My current task is to implement the reading of the UTF-8 character set. This is a way of representing the Unicode standard for the alphabets and accented characters of the various languages of the world. A few genealogy programs are capable of handling Unicode characters (most notably PAF), and they usually export these characters into a GEDCOM as UTF-8.
This is a bit different than ANSEL which older programs used. ANSEL was a standard 10 years ago, but has been replaced by Unicode. Brother’s Keeper is a program that still exports accented characters using ANSEL. Several months ago, I implemented an ANSEL to ASCII translator, so that most of ANSEL characters would appear correct. Now I’m following the same model to do so with UTF-8.
Of interest at least to me, the UTF-8 encoding was invented primarily by Ken Thompson of Bell Labs. Ken also was one of the creators of the Unix Operating System. He also expanded the field of Computer Chess, and I had the pleasure of meeting Ken in 1978 at the 9th North American Computer Chess Championship.

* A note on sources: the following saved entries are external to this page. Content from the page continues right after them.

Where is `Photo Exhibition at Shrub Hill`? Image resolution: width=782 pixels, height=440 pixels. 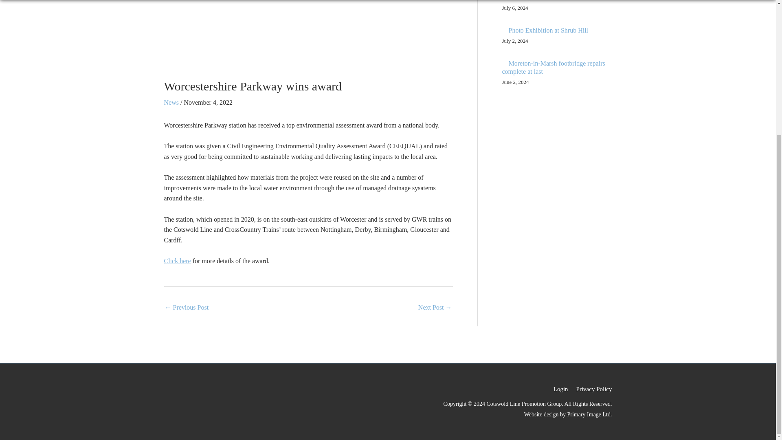
Photo Exhibition at Shrub Hill is located at coordinates (548, 30).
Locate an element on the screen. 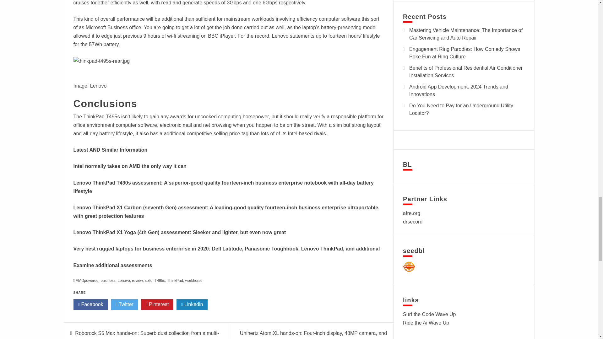  ThinkPad is located at coordinates (175, 281).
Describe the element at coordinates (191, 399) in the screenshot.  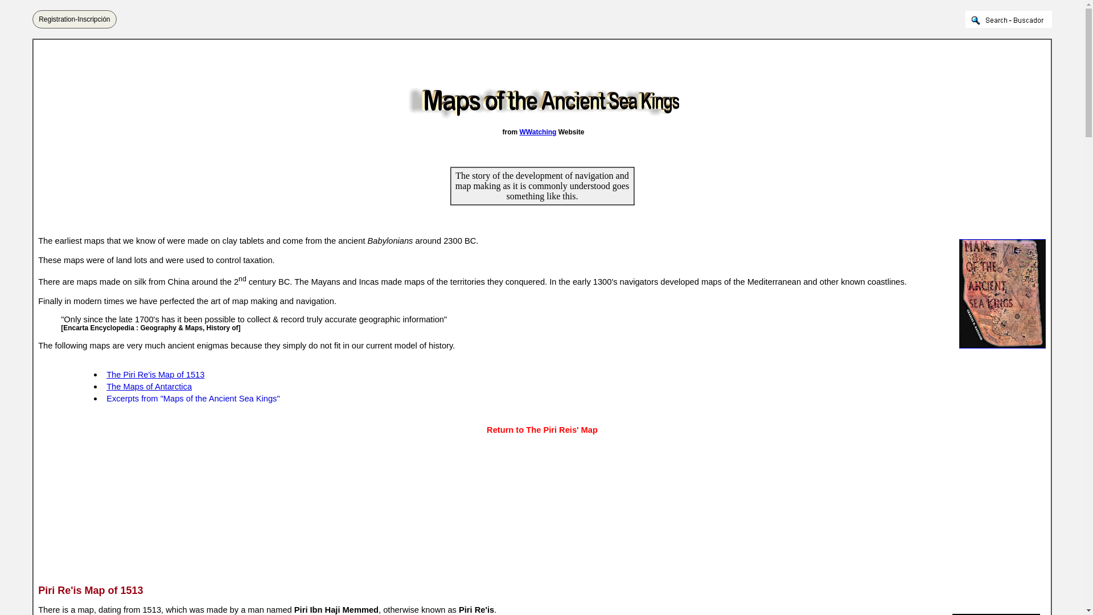
I see `Excerpts from "Maps of the Ancient Sea Kings` at that location.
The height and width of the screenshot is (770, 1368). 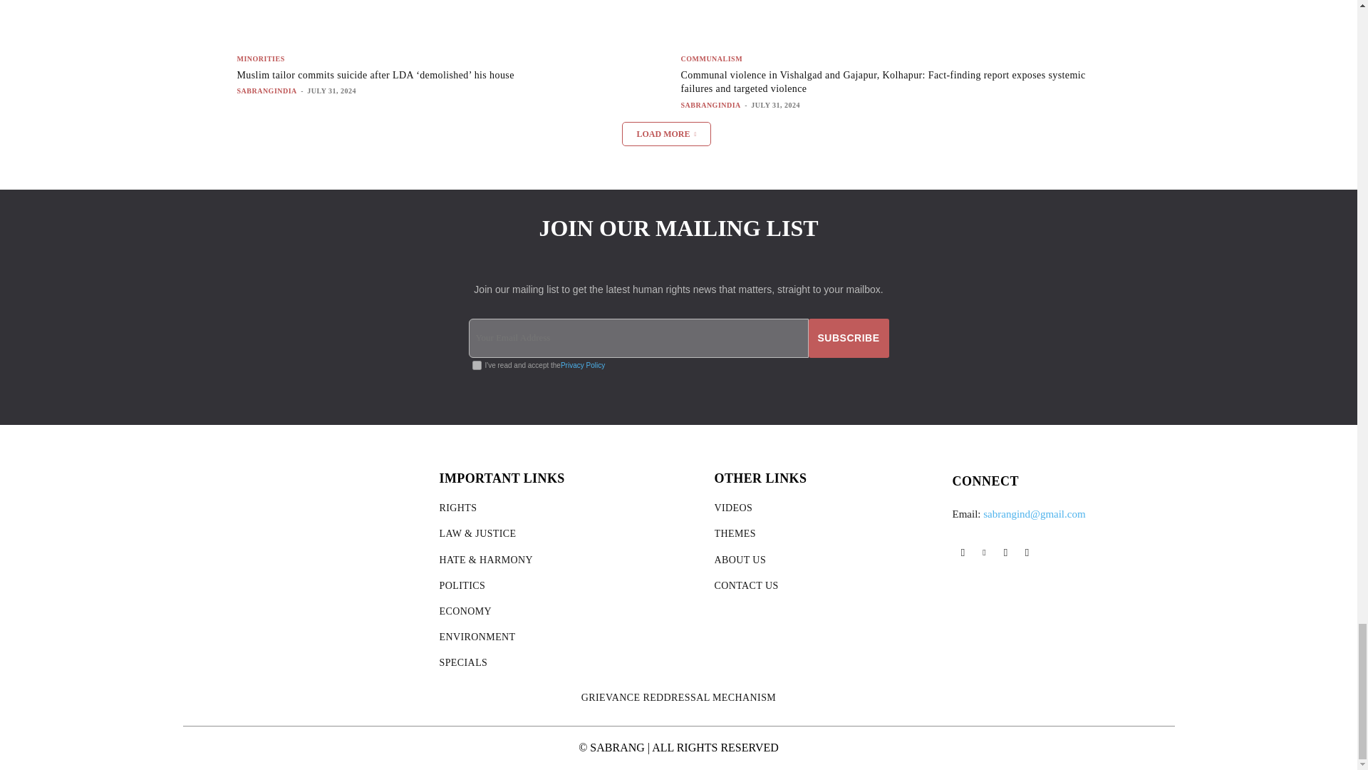 What do you see at coordinates (476, 365) in the screenshot?
I see `on` at bounding box center [476, 365].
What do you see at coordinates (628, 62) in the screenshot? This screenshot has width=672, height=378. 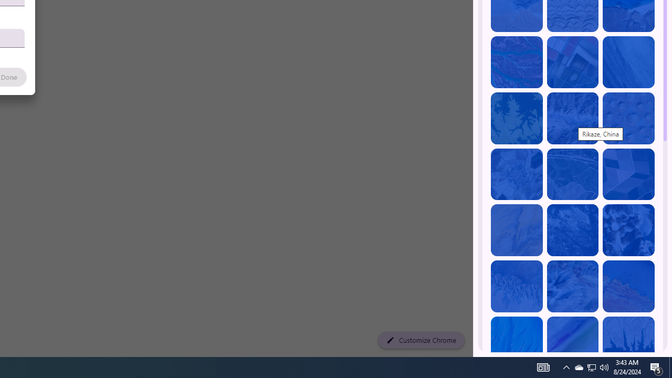 I see `Iceland` at bounding box center [628, 62].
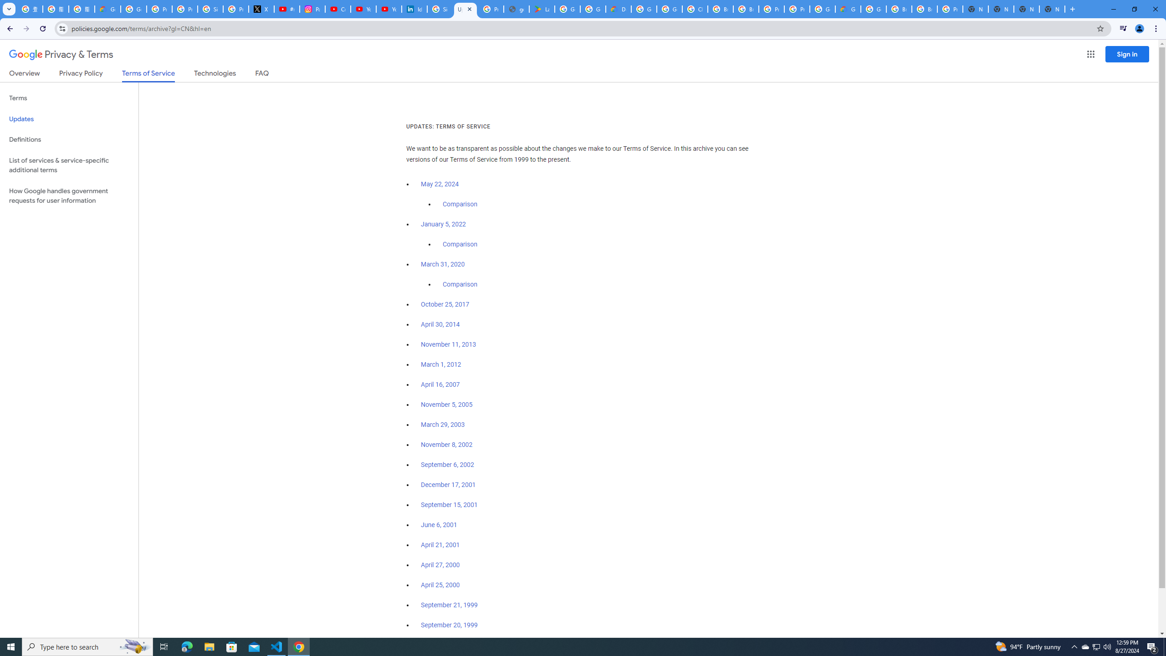 This screenshot has height=656, width=1166. I want to click on October 25, 2017, so click(445, 304).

But Unicode has many more characters than ANSEL does, and uses other alphabets that don’t translate to the ABC’s. It’s impossible to get everything right. I will finish up this basic translator in a day or two, but this has prompted me to move ahead my planned implementation of full Unicode. It will now be added in Version 1.8 of Behold. By doing it there, that means the implementation of Editing in Version 2.0 will include full Unicode/Multilanguage capabilities. I’ve added a new section: “9. Multiple Languages” on Behold’s Home Page to introduce the concepts of this.